Archive mailboxes are part of a more general effort to use server-based stores as the repository for user data and move away from the horrors of PSTs. I don’t like PSTs very much as they are an insecure and unsatisfactory file format. However, PSTs have provided users with additional storage for many years and are very popular, even (or maybe because) they render their contents invisible for compliance purposes. Microsoft’s compliance strategy favors replacing PSTs with mailbox storage, which is the reason why Microsoft has invested in the provision of the free PST Capture tool. Other PST ingestion utilities exist on the market such as TransVault MigratorSherpa Software’s Attender, and Dell's Migration Manager for Exchange.

But given that the Exchange 2013 Store has its sights firmly fixed on mega-mailboxes and that Exchange Online is positively encouraging people to become human packrats by filling its 50GB mailboxes, the question has to be asked whether archive mailboxes are needed?

It is easier for users when everything is stored in one place. Those who doubt this statement simply have to observe how people look for information. Even though Outlook allows users to search “All mailboxes” in one operation, the default is to search the primary mailbox first, which is what people do. It’s logical because this is a local search and doesn’t involve asking the server for anything.

Yet keeping everything together in the primary mailbox creates a big technical problem. Laptop disks are slow and the OST file format is not the most efficient that ever left the desk of a software developer. Even with fast SSDs, Outlook’s performance tends to sag after the file size passes 10-12 GB or so. Your mileage might vary depending on the speed of your PC, the disk, other work going on, wind direction, and the day of the week. Thus, having a 50GB or 100GB mailbox is all very well, but if you fill the mailbox you create a problem for Outlook.

Enter Outlook 2013's nifty slider. Even with a huge mailbox, it’s likely that setting the slider to tell Outlook to only synchronize the last 12 months will keep the OST to a manageable and speedy size. Everything remains in the single mailbox, the user controls how much data is available offline, and we have a simplified environment to manage because no archive mailboxes are used.

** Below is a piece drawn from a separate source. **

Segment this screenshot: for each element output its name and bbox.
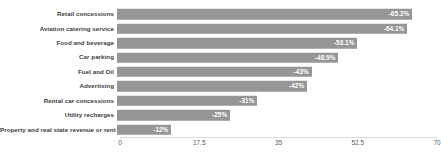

You can still use archive mailboxes if you want. Perhaps you can come up with good business reasons to do so, such as the need to clearly segregate information required for a particular purpose, such as audits. And if you’re still using Outlook 2007 or Outlook 2010 you can’t use the slider control because it doesn’t exist in those clients. But the choice between all-in mailbox storage or a division across primary and archive mailboxes exists if you use Exchange 2013 or Exchange Online with Outlook 2013. It’s nice to have that choice and it’s surprising how a client-side feature sometimes has an unexpected impact.